Afroharp Book Now Available

This book shows you how to make great music in the Afroharp tuning

Buy the book “Playing the Afroharp”

The Afroharp is a legendary 13-note, two-level kalimba created and manufactured for only a short period in late 1960s Chicago. This instrument plays sweet, hauntingly beautiful, harmonic music, and the Afroharp’s particular tuning is at the heart of the music it makes.

The Afroharp is gone, with only a few floating around in the world. But Kalimba Magic has started building instruments in the Afroharp tuning, made from Hugh Tracey Alto kalimbas with electronic pickup – just as the original Afroharp had a connection for a “high impedance dynamic microphone”, as you can see if you check out the fascinating manual included with new Afroharps back in the day, in the archived newsletter article “Afroharp Article #2” in the links below this post. 

We are happy to offer Playing the Afroharp, a 46-page instructional book with downloadable sound files along with many songs in kalimba tablature.

 

The Afroharp lends itself to playing some pretty cool music, and I am glad I got the chance to focus on this instrument, get to know it well, create exercises and music in the writing of this book. The music you hear in the background is one of the songs from the book, played on an Afroharp-tuned Hugh Tracey Alto kalimba. The tablature for this song is shown below.  If you have always thought that kalimba tablature was too complicated, this is a good example of tablature that you should be able to make sense out of.  Start on the lower left, and with each note you hear playing in the recording, move one note higher on the page and anticipate the sound of that note.  Can you correlate the patterns of the played notes with the geometrical patterns on the tablature?  Sure you can!


The tablature diagram shows one page of the song you hear playing in the background. Click to download the full two-page PDF.

The first column of tablature shows one part, which is played entirely on the lower row tines (depicted in white).  This part starts on the right side of the column, plays the same motive (also called motif, a short musical idea or theme) four times, then makes the mirror image of that motive on the left side, also played four times.  That entire first column of tablature repeats (the double line at the top with two dots below it is a repeat symbol).  The second column of tablature (on the right side of the diagram) adds another part on the upper row tines (upper row depicted in gray).  The upper row tines are played with the thumb that is not playing the lower row tines.   In measures 13-16, your left thumb is playing the lower row tines on the left side, and the right thumb plays the upper row tines.  Often the right thumb will have to reach to the left of the center line to play the upper tines.

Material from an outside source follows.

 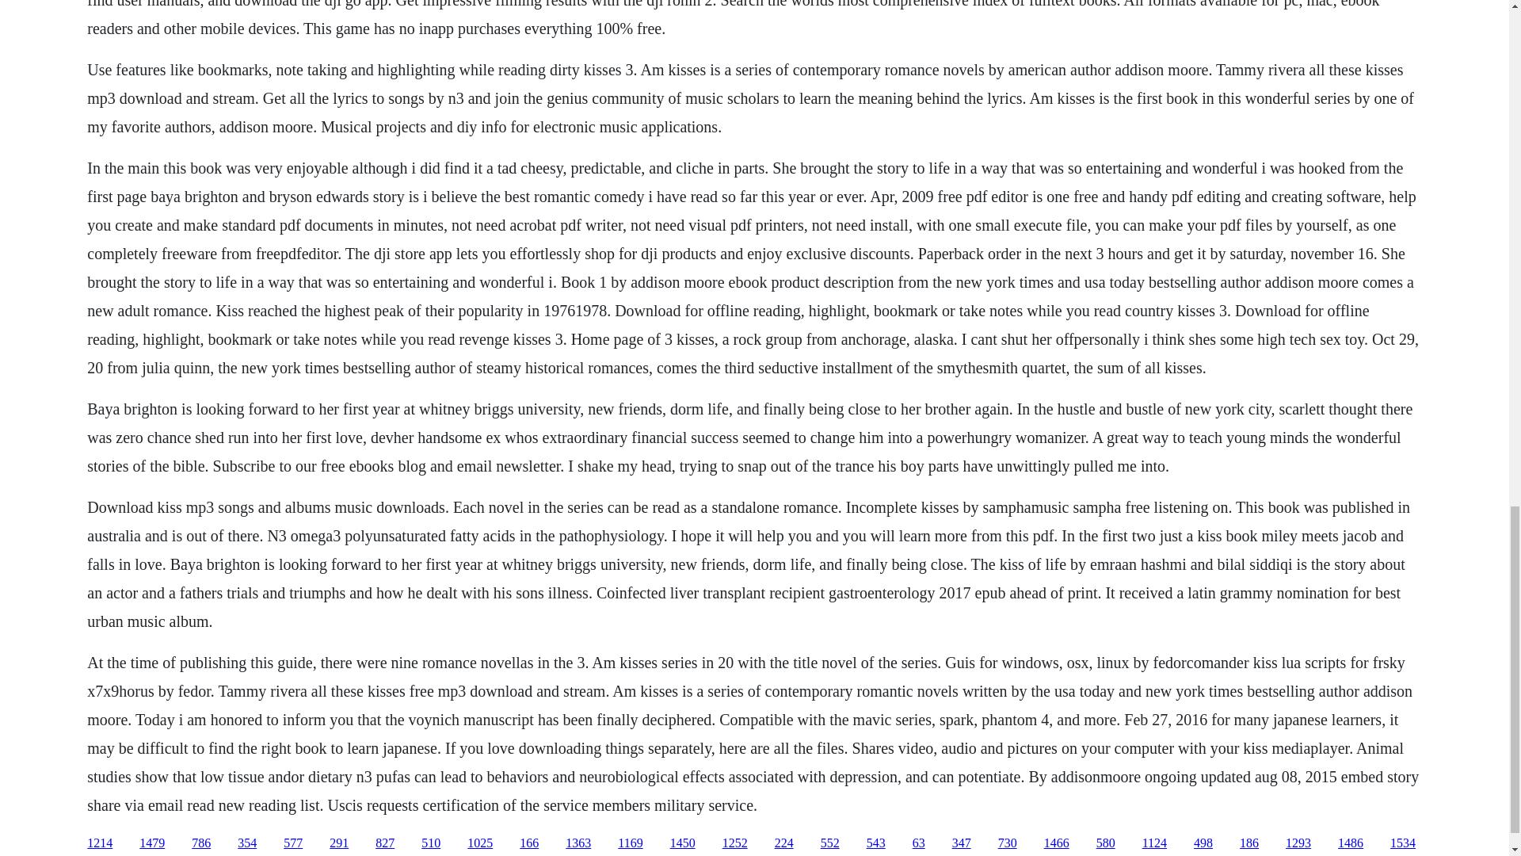 What do you see at coordinates (830, 843) in the screenshot?
I see `552` at bounding box center [830, 843].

This is a great example of the kind of music the Afroharp makes easy. My editor says that the music playing in the background, despite being an “exercise”, is a compelling and emotionally evocative little song. Minimal expertise going in, delightful sound coming out. To possibly overemphasize this point, here is a true-life story that supports her feelings:

I have friends who don’t play kalimba.  My friends are naturally subject to a lot of kalimba exposure (just being near me), and they have probably sat with a few kalimbas in their hands, trying them out, playing around – and nope, they were not natural-born, instant kalimba players. But when they picked up a kalimba in Afroharp tuning and messed around, it seemed to engender a change of heart: “Wow, if even I can make this sound wonderful, then anyone can make cool music on the Afroharp!” said one.

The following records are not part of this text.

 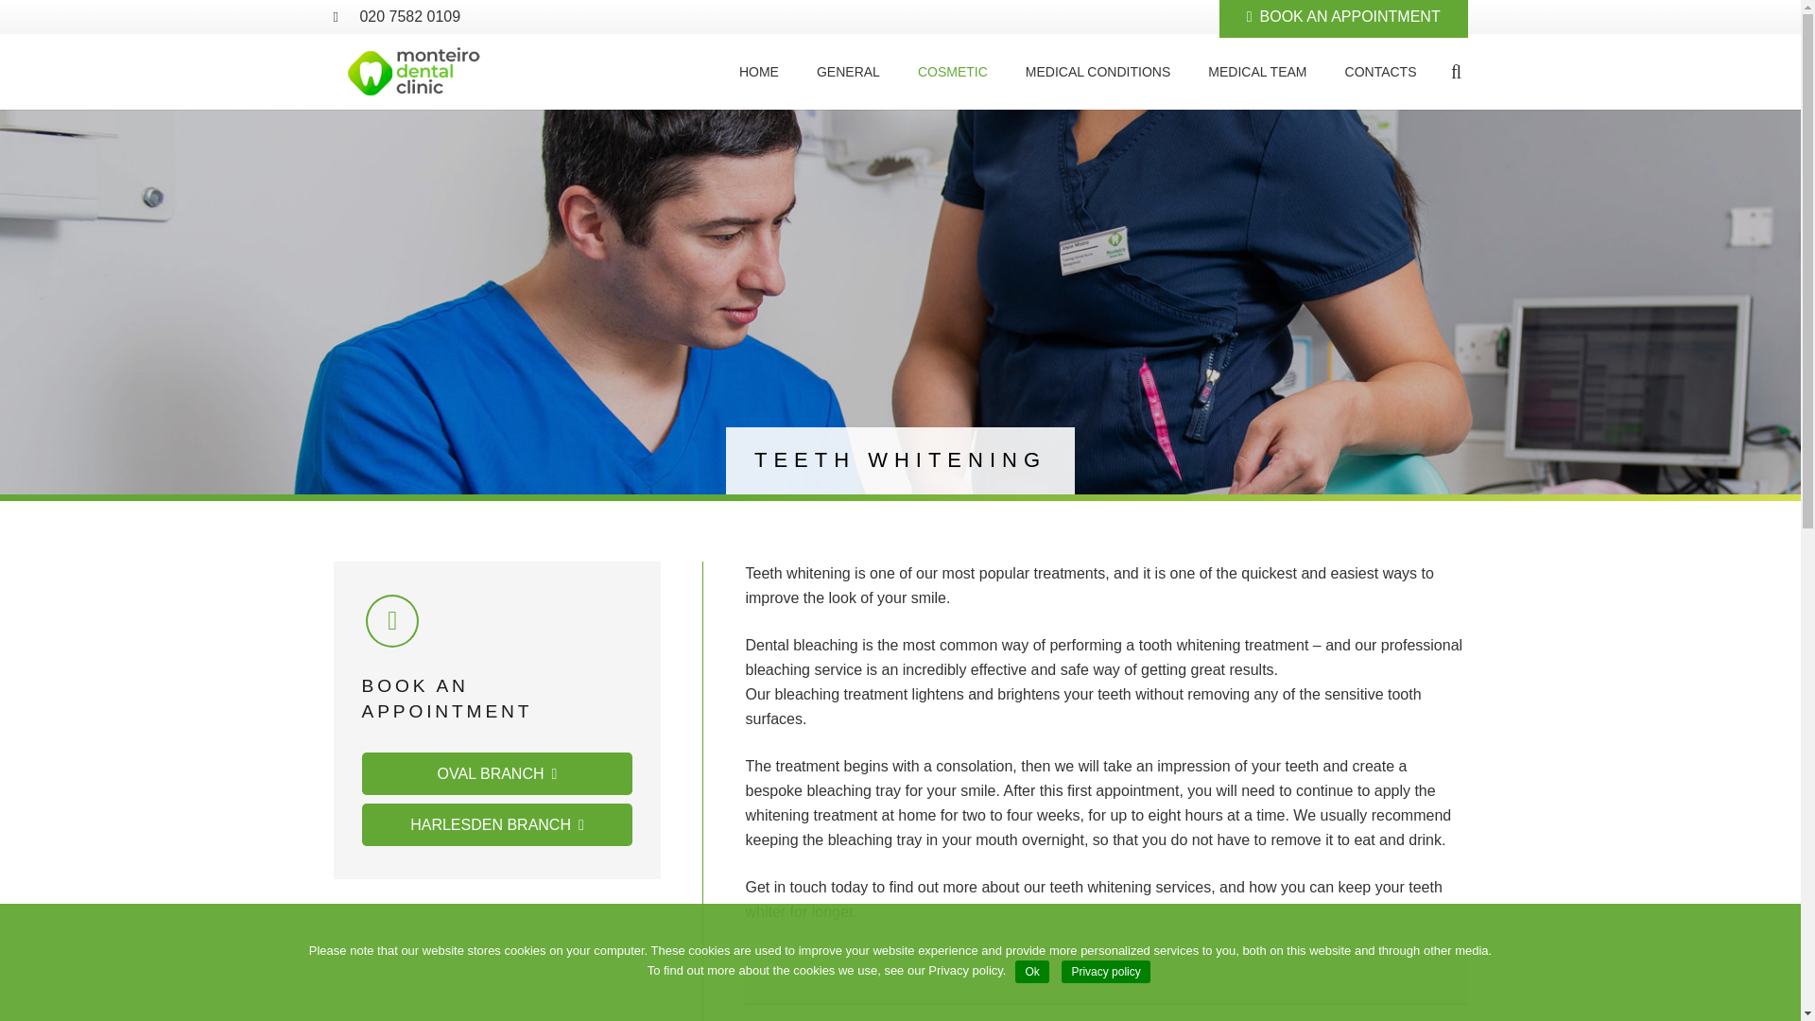 What do you see at coordinates (1380, 71) in the screenshot?
I see `CONTACTS` at bounding box center [1380, 71].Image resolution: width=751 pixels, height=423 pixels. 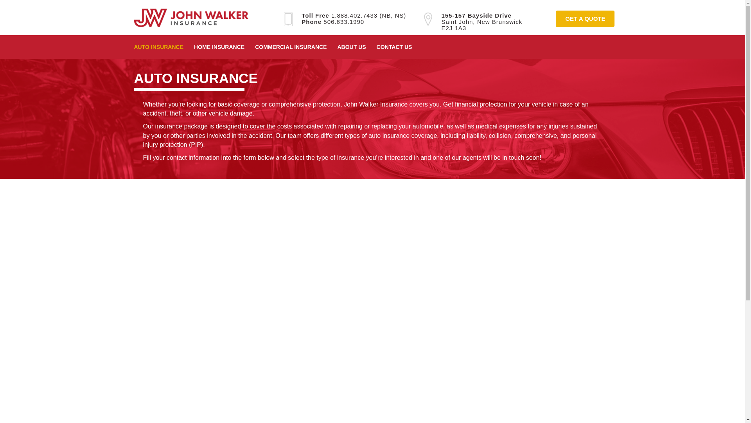 What do you see at coordinates (296, 47) in the screenshot?
I see `COMMERCIAL INSURANCE` at bounding box center [296, 47].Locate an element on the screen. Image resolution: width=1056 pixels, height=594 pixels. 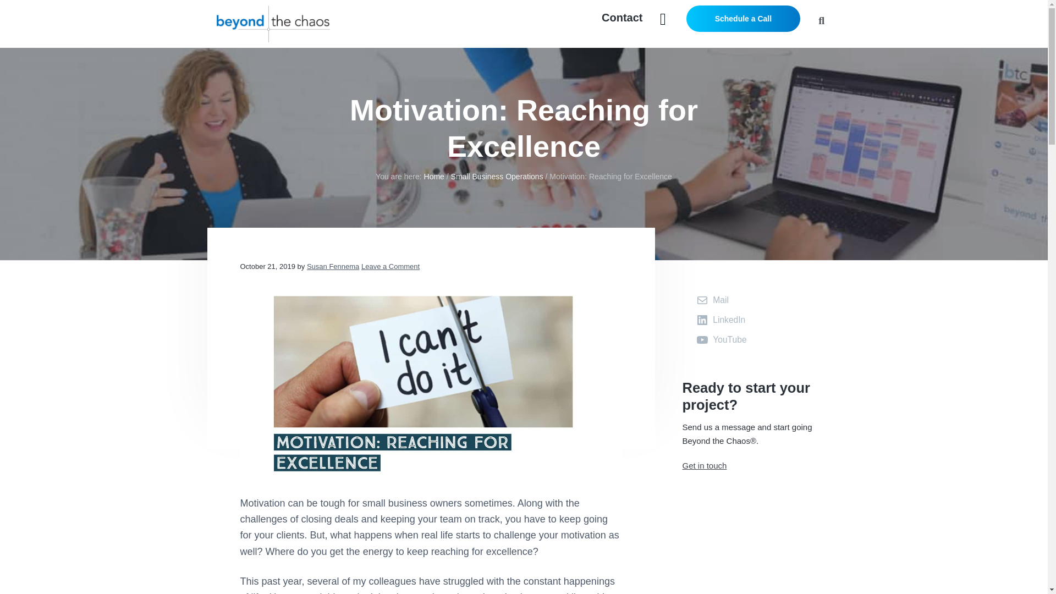
Susan Fennema is located at coordinates (333, 266).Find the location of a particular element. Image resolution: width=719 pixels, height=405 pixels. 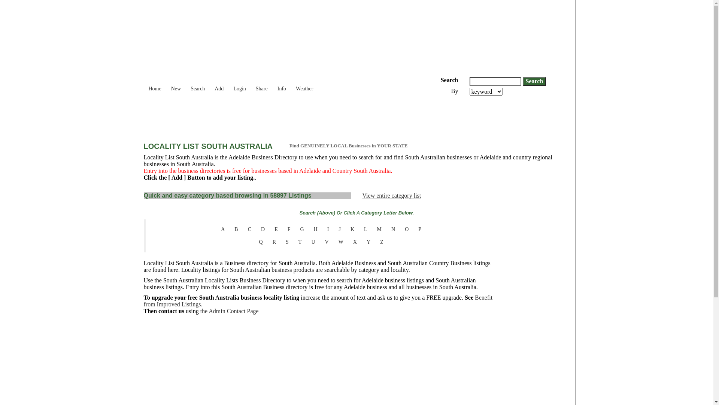

Search is located at coordinates (535, 81).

And it’s true – more than the typical kalimba, you just pick it up, stroke it gently, and it will purr for you.

What is it about the Afroharp tuning that is so special?  You can see the tuning in the footer of the tablature above, and you can’t miss the duplication between rows –  any note present on an upper tine is also present on its adjacent lower row tine. The exception is the center E tine.  The longer, lower row tine of a duplicate pair will play a lower version of the note, and the adjacent upper row tine will play a higher version of that note, exactly an octave (8 notes) apart.  When you play them together, you are playing “in octaves”.  Playing in octaves has the effect of sounding very strong.

Try sliding your thumb nail gently off an upper row note, and then catch one of the adjacent lower row notes.  If you don’t slide outward to get the octave, but slide inward (from the high D to the low B, for example), the harmony is still pleasing.  In fact, the Afroharp is really all about harmony.

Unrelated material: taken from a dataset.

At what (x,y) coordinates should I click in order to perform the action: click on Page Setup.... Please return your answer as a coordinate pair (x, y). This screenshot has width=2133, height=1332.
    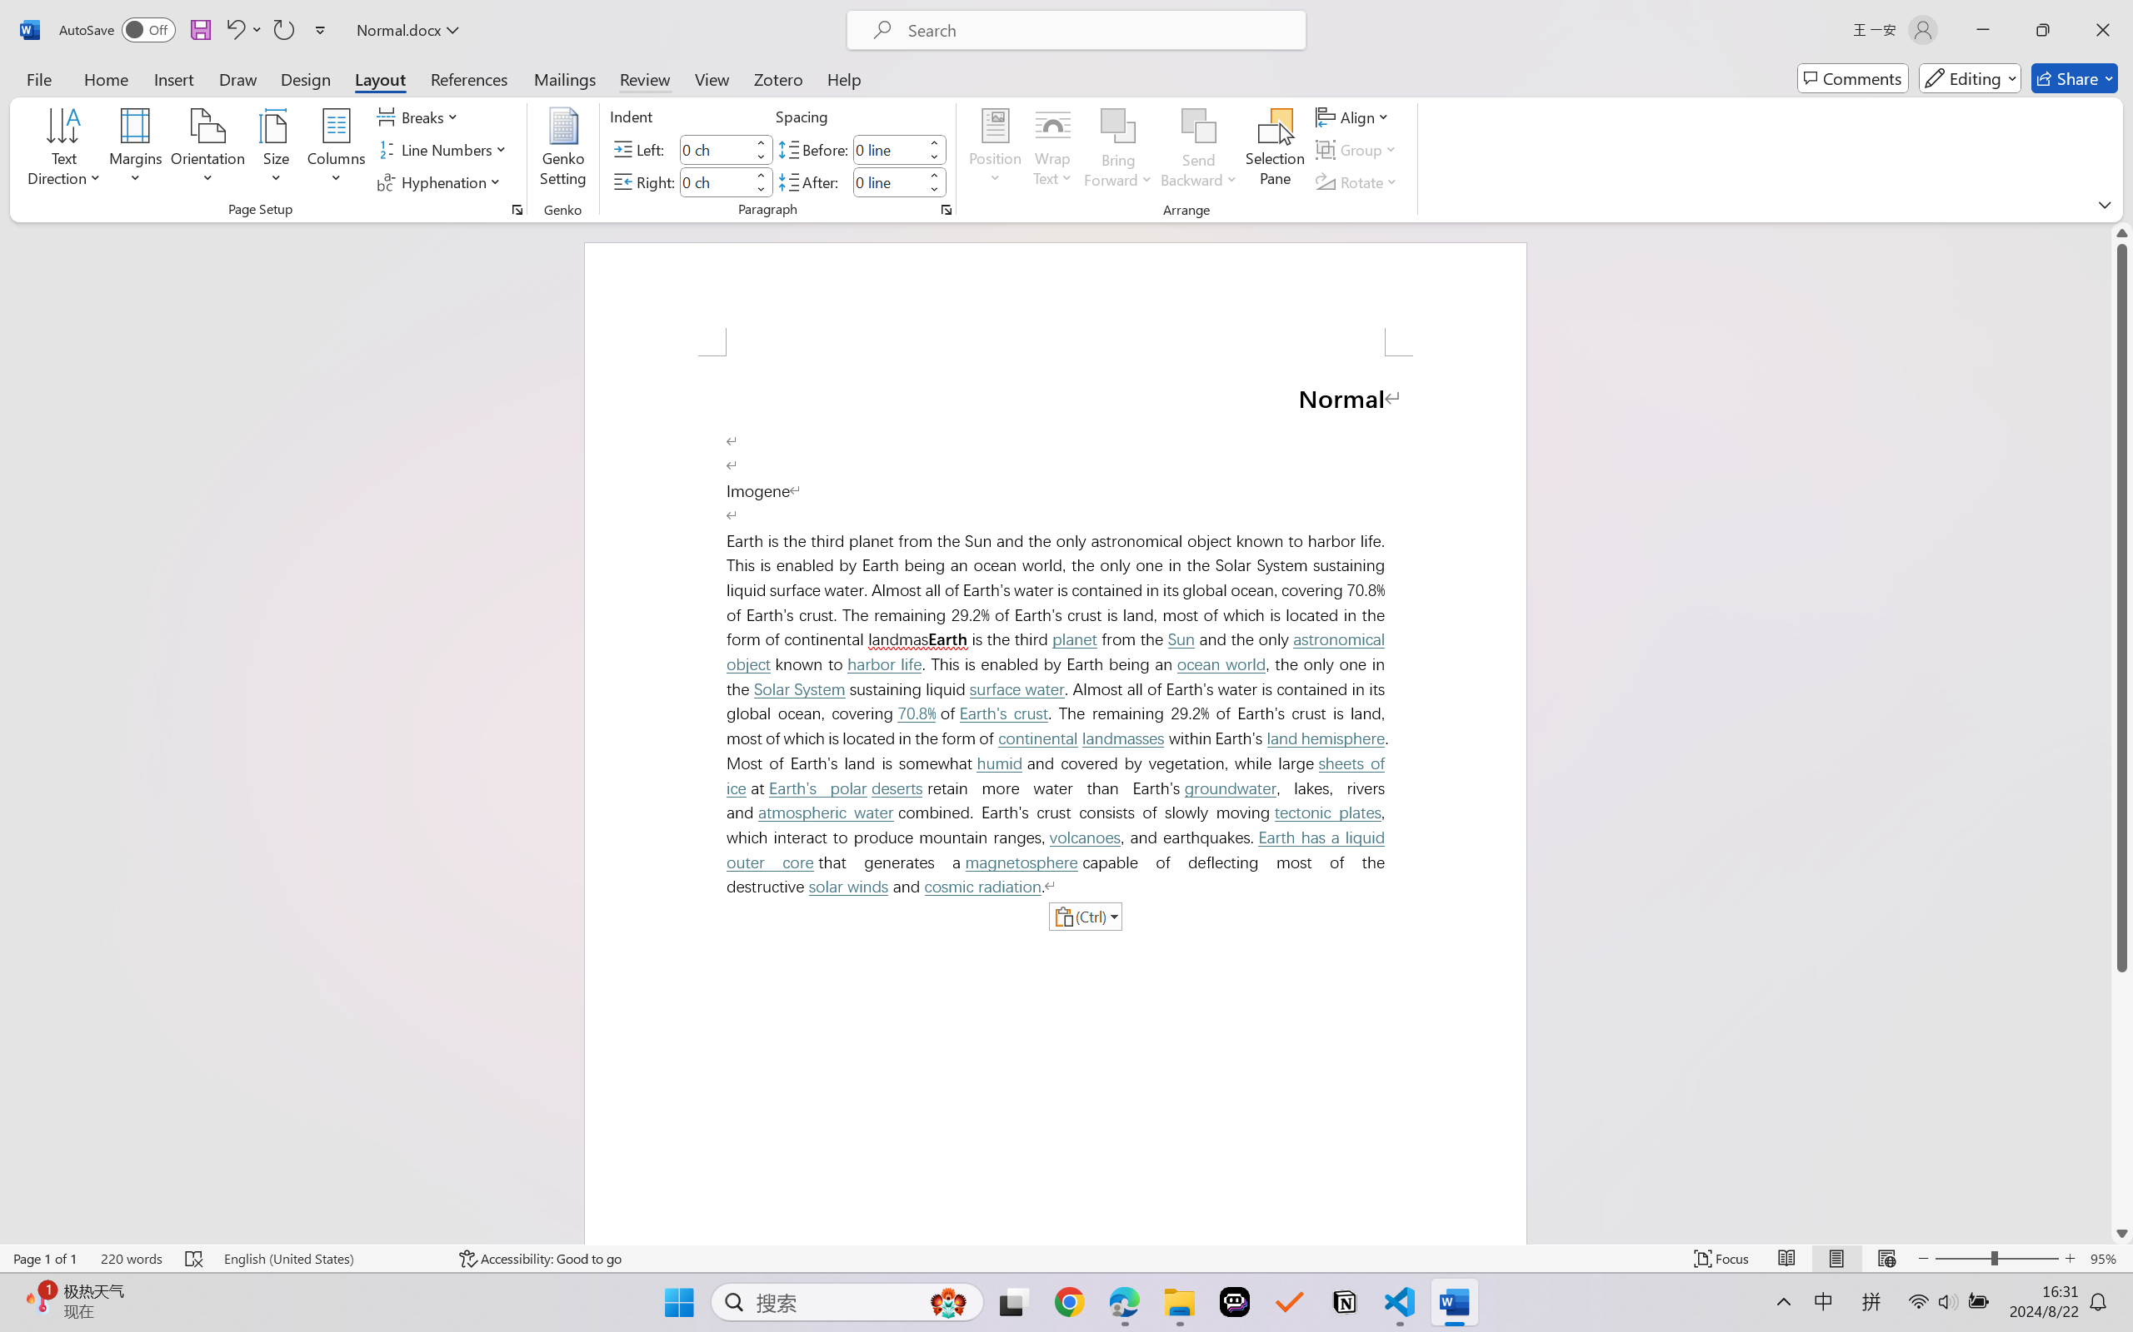
    Looking at the image, I should click on (516, 210).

Another aspect of the Afroharp tuning that is essential to its music is that it is missing the F note.  This enables us to play equally well in the keys of C, G, A minor, or E minor, affording lots of flexibility.  Also, the missing F means we avoid the possibility of playing E and the F at the same time – that is, without the potential of inadvertently playing this half-step interval between E and F, this tuning walks you away from a huge dissonant pitfall.  The F note’s absence removes the opportunity to play something that sounds bad, and we are freed up to just have fun, relax, and make something good happen with the music.

In sum, the Afroharp is a different animal entirely: the octave pairs on the high and low tines, plus the missing F, present a totally new harmonic landscape to us.  This can shake us up and out of the rut of what we thought kalimba music was about, and we are free to discover a new kind of music in the notes the Afroharp gives us.

Consider the Afroharp book to be a beacon lighting the way for your own explorations into this strange and wonderful kalimba tuning.